The immediate question on the outbreak of war was whether the British world-system would hold together. A year before, there had been grounds for unease. In Canada, Australia and South Africa, the prospect of war in defence of Czech rule over the Sudeten Germans had aroused strong misgivings. But there, as in Britain, Hitler's brutal repudiation of the Munich agreement was a turning point. The European crisis could no longer be dismissed as a question of frontier adjustment in Eastern Europe. In March 1939, in the Canadian Parliament, the Prime Minister, Mackenzie King, who had made the dominion's autonomy in external affairs a constant refrain since the early 1920s, all but acknowledged that, if Britain went to war, Canada was bound to follow.

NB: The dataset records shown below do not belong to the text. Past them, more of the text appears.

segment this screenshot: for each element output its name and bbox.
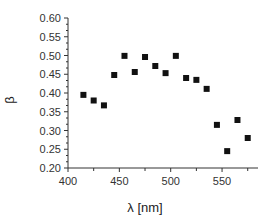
data-point <box>173 53 179 59</box>
data-point <box>101 102 107 108</box>
x-axis: 400450500550 <box>59 168 258 187</box>
x-axis-title: λ [nm] <box>127 200 162 215</box>
data-point <box>245 135 251 141</box>
scatter-chart: 0.200.250.300.350.400.450.500.550.60 400… <box>0 0 279 220</box>
x-tick-label: 500 <box>162 175 180 187</box>
y-axis: 0.200.250.300.350.400.450.500.550.60 <box>40 12 68 174</box>
data-point <box>224 148 230 154</box>
data-point <box>132 69 138 75</box>
y-tick-label: 0.60 <box>40 12 61 24</box>
data-point <box>234 117 240 123</box>
data-point <box>193 77 199 83</box>
data-point <box>214 122 220 128</box>
data-point <box>111 72 117 78</box>
y-axis-title: β <box>2 96 17 103</box>
data-point <box>80 92 86 98</box>
y-tick-label: 0.30 <box>40 125 61 137</box>
y-tick-label: 0.20 <box>40 162 61 174</box>
x-tick-label: 400 <box>59 175 77 187</box>
y-tick-label: 0.55 <box>40 31 61 43</box>
data-point <box>121 53 127 59</box>
data-point <box>142 54 148 60</box>
data-point <box>152 63 158 69</box>
data-point <box>163 70 169 76</box>
y-tick-label: 0.35 <box>40 106 61 118</box>
y-tick-label: 0.45 <box>40 68 61 80</box>
x-tick-label: 450 <box>110 175 128 187</box>
y-tick-label: 0.40 <box>40 87 61 99</box>
data-point <box>183 75 189 81</box>
data-points <box>80 53 250 154</box>
data-point <box>91 98 97 104</box>
y-tick-label: 0.25 <box>40 143 61 155</box>
x-tick-label: 550 <box>213 175 231 187</box>
data-point <box>204 86 210 92</box>
y-tick-label: 0.50 <box>40 50 61 62</box>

He rehearsed the importance of Canada's ties with Britain, and the unaggressive nature of British world power. ‘A world in which Britain was weak would be greatly worse for small countries than a world in which she was strong.’
37
As a member of the Commonwealth, Canada would not escape attack by an enemy of Britain. But the crucial speech was made by King's French Canadian deputy, Ernest Lapointe. Since the conscription crisis of 1917–18, French Canadian antipathy to involvement in a ‘British’ war had been the most dangerous theme in Canadian politics. For the Liberals especially, even debating the issue held enormous risks since almost any definition of the party's view was likely to drive a wedge between its supporters in Quebec and those elsewhere in Canada. This was why King had strenuously insisted that no decision could be made in advance. But, by March 1939, this carefully disingenuous position had become untenable. It was Lapointe who spelled out the compromise. He shrewdly reminded Quebec that to declare neutrality would mean seceding from the Commonwealth, and breaking with the Crown and Westminster, where the power to change the Canadian constitution was still deposited – largely because of French Canadian fears that its ‘patriation’ would be exploited by the non-French majority. But his central argument was one of brutal realism. Canadian neutrality would mean the internment of British soldiers and ships of war. ‘I ask any one of my fellow countrymen whether they believe seriously that this could be done without a civil war in Canada.’
38
On neutrality, British Canadian sentiment was far too strong to be thwarted.
39
Quebec's price, said Lapointe, was a promise that there should be no conscription. King made the best of it. The idea of sending Canadian troops to Europe was out of date, he said. The defence of the Empire had been decentralised. The issue would not arise. The King–Lapointe formula was a political triumph. The huge popular success of the royal tour of Canada in the summer gave ample proof that Lapointe was right. When London declared war, the Canadian decision was the merest formality.
40

For quite different reasons, the careful distinction made by Mackenzie King between entering the war and sending troops to Europe was forcefully echoed by Australian leaders. There was never any question of Australia's not following the British lead. ‘Let me be clear on this’, said the Prime Minister Robert Menzies in a broadcast at the end of April, ‘I cannot have a defence of Australia that depends upon British sea-power as its first element…and at the same time refuse Britain Australian co-operation at a time of common danger. The British countries of the world must stand or fall together.’
41
But, in his speech on 6 September, Menzies carefully avoided spelling out the military implications of Australian entry; in fact, sending an expeditionary force to Europe along the lines of 1914 had been ruled out the previous day. Like the Labor leader John Curtin, Menzies and his cabinet regarded the first priority as the defence of Australia against the growing threat from the ‘Near North’. Throwing their lot in with Britain was to express Britannic solidarity, assert a reciprocal claim on British naval protection and seek the best available guarantee of Australia's survival as a ‘free white country’.
42
In the New Zealand Parliament, the government's affirmation of loyalty to King and Commonwealth was seconded by the opposition, and the House proceeded without further ado to sing the national anthem.
43
In South Africa, however, things were not so simple.